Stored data
Start of Block

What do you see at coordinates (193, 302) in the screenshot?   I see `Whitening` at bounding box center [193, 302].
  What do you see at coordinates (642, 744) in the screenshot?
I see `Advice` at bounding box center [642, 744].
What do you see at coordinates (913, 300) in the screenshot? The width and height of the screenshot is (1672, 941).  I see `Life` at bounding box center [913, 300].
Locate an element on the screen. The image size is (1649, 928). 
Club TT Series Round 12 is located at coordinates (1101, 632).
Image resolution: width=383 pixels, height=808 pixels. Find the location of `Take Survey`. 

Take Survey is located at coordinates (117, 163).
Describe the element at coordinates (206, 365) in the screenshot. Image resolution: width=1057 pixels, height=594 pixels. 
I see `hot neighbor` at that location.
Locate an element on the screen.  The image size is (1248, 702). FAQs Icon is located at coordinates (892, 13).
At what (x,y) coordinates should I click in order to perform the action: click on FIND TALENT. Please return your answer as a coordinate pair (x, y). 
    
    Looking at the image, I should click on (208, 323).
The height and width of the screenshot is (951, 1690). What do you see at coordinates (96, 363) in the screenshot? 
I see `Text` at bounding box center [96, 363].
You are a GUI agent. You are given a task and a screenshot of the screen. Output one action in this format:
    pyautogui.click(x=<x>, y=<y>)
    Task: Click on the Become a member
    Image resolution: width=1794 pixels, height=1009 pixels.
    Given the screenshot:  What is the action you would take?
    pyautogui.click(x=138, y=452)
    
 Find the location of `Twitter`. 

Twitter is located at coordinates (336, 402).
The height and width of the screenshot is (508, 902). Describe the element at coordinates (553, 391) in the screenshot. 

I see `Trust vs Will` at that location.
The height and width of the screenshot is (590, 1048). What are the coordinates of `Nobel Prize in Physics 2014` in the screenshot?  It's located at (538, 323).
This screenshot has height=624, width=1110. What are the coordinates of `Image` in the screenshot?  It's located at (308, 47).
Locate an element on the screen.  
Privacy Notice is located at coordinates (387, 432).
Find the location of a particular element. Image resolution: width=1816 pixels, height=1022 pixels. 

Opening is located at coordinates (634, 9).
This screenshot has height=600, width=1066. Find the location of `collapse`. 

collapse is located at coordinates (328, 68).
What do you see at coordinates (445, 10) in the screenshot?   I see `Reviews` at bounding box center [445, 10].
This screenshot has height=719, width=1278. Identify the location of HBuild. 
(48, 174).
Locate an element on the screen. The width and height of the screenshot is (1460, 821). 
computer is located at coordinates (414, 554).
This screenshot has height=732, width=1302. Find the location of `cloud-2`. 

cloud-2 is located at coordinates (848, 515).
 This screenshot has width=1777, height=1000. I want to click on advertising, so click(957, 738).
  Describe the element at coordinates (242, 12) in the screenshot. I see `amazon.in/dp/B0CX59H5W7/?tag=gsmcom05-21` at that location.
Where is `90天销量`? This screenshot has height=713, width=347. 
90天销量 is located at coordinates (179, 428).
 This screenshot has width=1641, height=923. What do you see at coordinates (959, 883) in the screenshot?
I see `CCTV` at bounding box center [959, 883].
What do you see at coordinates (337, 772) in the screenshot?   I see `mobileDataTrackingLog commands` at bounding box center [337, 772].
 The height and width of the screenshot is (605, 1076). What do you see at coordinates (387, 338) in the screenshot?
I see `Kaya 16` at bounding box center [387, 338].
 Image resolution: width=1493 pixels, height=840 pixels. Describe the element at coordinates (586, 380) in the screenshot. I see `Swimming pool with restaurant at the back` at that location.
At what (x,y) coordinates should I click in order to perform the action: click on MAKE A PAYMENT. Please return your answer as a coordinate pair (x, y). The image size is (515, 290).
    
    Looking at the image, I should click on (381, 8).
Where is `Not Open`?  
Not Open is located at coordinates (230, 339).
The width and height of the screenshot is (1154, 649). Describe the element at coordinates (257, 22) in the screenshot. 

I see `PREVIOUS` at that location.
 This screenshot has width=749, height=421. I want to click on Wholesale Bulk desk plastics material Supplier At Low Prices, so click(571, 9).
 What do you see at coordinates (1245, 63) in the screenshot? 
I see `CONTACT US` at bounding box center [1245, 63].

End of Block

# [INSTRUCTIONS FOR THE TASK]
The response should consist of every record above, reproduced exactly.

# [RESPONSE]
What do you see at coordinates (193, 302) in the screenshot?   I see `Whitening` at bounding box center [193, 302].
  What do you see at coordinates (642, 744) in the screenshot?
I see `Advice` at bounding box center [642, 744].
What do you see at coordinates (913, 300) in the screenshot? The width and height of the screenshot is (1672, 941).  I see `Life` at bounding box center [913, 300].
Locate an element on the screen. The image size is (1649, 928). 
Club TT Series Round 12 is located at coordinates (1101, 632).
Image resolution: width=383 pixels, height=808 pixels. Find the location of `Take Survey`. 

Take Survey is located at coordinates (117, 163).
Describe the element at coordinates (206, 365) in the screenshot. Image resolution: width=1057 pixels, height=594 pixels. 
I see `hot neighbor` at that location.
Locate an element on the screen.  The image size is (1248, 702). FAQs Icon is located at coordinates (892, 13).
At what (x,y) coordinates should I click in order to perform the action: click on FIND TALENT. Please return your answer as a coordinate pair (x, y). 
    
    Looking at the image, I should click on (208, 323).
The height and width of the screenshot is (951, 1690). What do you see at coordinates (96, 363) in the screenshot? 
I see `Text` at bounding box center [96, 363].
You are a GUI agent. You are given a task and a screenshot of the screen. Output one action in this format:
    pyautogui.click(x=<x>, y=<y>)
    Task: Click on the Become a member
    Image resolution: width=1794 pixels, height=1009 pixels.
    Given the screenshot:  What is the action you would take?
    pyautogui.click(x=138, y=452)
    
 Find the location of `Twitter`. 

Twitter is located at coordinates (336, 402).
The height and width of the screenshot is (508, 902). Describe the element at coordinates (553, 391) in the screenshot. 

I see `Trust vs Will` at that location.
The height and width of the screenshot is (590, 1048). What are the coordinates of `Nobel Prize in Physics 2014` in the screenshot?  It's located at (538, 323).
This screenshot has height=624, width=1110. What are the coordinates of `Image` in the screenshot?  It's located at (308, 47).
Locate an element on the screen.  
Privacy Notice is located at coordinates (387, 432).
Find the location of a particular element. Image resolution: width=1816 pixels, height=1022 pixels. 

Opening is located at coordinates (634, 9).
This screenshot has height=600, width=1066. Find the location of `collapse`. 

collapse is located at coordinates (328, 68).
What do you see at coordinates (445, 10) in the screenshot?   I see `Reviews` at bounding box center [445, 10].
This screenshot has height=719, width=1278. Identify the location of HBuild. 
(48, 174).
Locate an element on the screen. The width and height of the screenshot is (1460, 821). 
computer is located at coordinates (414, 554).
This screenshot has height=732, width=1302. Find the location of `cloud-2`. 

cloud-2 is located at coordinates (848, 515).
 This screenshot has width=1777, height=1000. I want to click on advertising, so click(957, 738).
  Describe the element at coordinates (242, 12) in the screenshot. I see `amazon.in/dp/B0CX59H5W7/?tag=gsmcom05-21` at that location.
Where is `90天销量`? This screenshot has height=713, width=347. 
90天销量 is located at coordinates (179, 428).
 This screenshot has width=1641, height=923. What do you see at coordinates (959, 883) in the screenshot?
I see `CCTV` at bounding box center [959, 883].
What do you see at coordinates (337, 772) in the screenshot?   I see `mobileDataTrackingLog commands` at bounding box center [337, 772].
 The height and width of the screenshot is (605, 1076). What do you see at coordinates (387, 338) in the screenshot?
I see `Kaya 16` at bounding box center [387, 338].
 Image resolution: width=1493 pixels, height=840 pixels. Describe the element at coordinates (586, 380) in the screenshot. I see `Swimming pool with restaurant at the back` at that location.
At what (x,y) coordinates should I click in order to perform the action: click on MAKE A PAYMENT. Please return your answer as a coordinate pair (x, y). The image size is (515, 290).
    
    Looking at the image, I should click on (381, 8).
Where is `Not Open`?  
Not Open is located at coordinates (230, 339).
The width and height of the screenshot is (1154, 649). Describe the element at coordinates (257, 22) in the screenshot. 

I see `PREVIOUS` at that location.
 This screenshot has width=749, height=421. I want to click on Wholesale Bulk desk plastics material Supplier At Low Prices, so click(571, 9).
 What do you see at coordinates (1245, 63) in the screenshot? 
I see `CONTACT US` at bounding box center [1245, 63].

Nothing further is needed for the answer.